Let me explain what’s happening.
In late March 2026, Anthropic publicly hinted that one of their internal frontier models, called Claude Mythos, showed advanced offensive cybersecurity capabilities, including autonomous vulnerability discovery and exploit generation. Because of this, they stated that rollout would be tightly controlled under staged access and safety evaluations.
Over the past two weeks, we’ve seen a significant increase in platform hacks, from Web3 platforms to government infrastructure to legacy platforms. And here’s the reason:
Hacks have been happening before, they’re not new, and automation and repeated attacks are not new either. But you know what’s new? Intelligent automation.
Automation that doesn’t just work with a checklist and repeated patterns, but can actually create a sandbox and try multiple attack strategies in an isolated environment repeatedly, then identify where the vulnerability is and use all the knowledge on the internet to figure out how to exploit it.
Automated attacks used to follow a blueprint, but now it’s different. There’s no fixed blueprint. You can infuse AI into a hacking process multiple times and get different results. And these tools have a mind of their own. Over the next few months, we will be seeing a lot of news like this. It doesn’t mean these platforms are not safe, it just means AI is moving faster than anyone can adapt, and now we all have to 10x our processes.
We live in a new world.
On vercel’s issue? They’ve announced that only a few users were affected and released a process to support all users and better increase their hosted platforms.
Introducing Claude Opus 4.7, our most capable Opus model yet.
It handles long-running tasks with more rigor, follows instructions more precisely, and verifies its own outputs before reporting back.
You can hand off your hardest work with less supervision.
When you install WhatsApp, it initialize and create it's own folder/file system right after you grant permissions, it has access to add and delete its content added to the folder. This folder is accessed by file utility apps, hence showing on your gallery app.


### WORK INSTRUCTIONS
In the data below, locate each line with the word "axis" and list it.

### DATASET CONTENT
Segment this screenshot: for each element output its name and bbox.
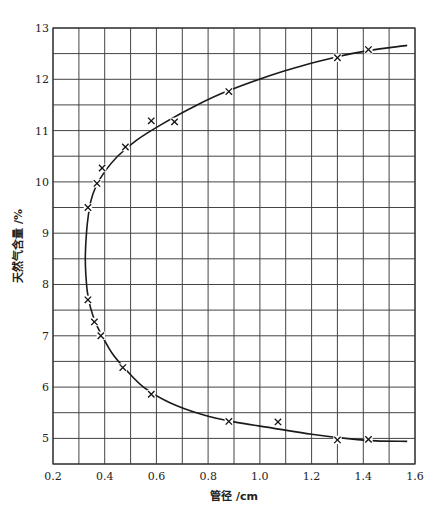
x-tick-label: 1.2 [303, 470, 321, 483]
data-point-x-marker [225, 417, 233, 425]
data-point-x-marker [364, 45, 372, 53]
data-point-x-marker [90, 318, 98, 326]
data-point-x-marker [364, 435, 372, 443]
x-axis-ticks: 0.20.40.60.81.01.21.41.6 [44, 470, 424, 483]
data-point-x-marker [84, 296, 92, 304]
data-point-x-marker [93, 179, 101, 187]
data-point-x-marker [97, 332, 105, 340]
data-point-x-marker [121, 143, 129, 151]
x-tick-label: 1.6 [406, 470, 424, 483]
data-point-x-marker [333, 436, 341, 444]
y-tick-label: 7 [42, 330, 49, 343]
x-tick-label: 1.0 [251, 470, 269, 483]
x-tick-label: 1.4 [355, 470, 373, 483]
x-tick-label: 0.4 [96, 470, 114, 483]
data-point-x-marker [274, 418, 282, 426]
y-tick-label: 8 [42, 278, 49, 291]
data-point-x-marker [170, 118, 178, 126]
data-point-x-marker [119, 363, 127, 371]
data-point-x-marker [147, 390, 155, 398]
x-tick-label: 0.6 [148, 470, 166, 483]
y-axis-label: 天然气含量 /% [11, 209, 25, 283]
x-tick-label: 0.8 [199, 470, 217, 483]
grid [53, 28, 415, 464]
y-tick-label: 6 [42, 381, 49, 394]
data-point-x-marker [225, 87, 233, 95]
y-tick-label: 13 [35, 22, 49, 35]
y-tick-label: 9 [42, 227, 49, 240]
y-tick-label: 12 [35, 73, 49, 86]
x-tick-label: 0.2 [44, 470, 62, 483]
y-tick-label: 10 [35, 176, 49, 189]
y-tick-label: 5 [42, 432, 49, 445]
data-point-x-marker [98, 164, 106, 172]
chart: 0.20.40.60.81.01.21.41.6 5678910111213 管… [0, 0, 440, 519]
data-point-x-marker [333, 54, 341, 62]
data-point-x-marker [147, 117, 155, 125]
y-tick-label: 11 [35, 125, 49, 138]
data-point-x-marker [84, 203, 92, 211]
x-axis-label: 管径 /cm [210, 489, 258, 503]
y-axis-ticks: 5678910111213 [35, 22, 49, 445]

### ANSWER SPACE
x-axis-ticks: 0.20.40.60.81.01.21.41.6 [44, 470, 424, 483]
y-axis-label: 天然气含量 /% [11, 209, 25, 283]
x-axis-label: 管径 /cm [210, 489, 258, 503]
y-axis-ticks: 5678910111213 [35, 22, 49, 445]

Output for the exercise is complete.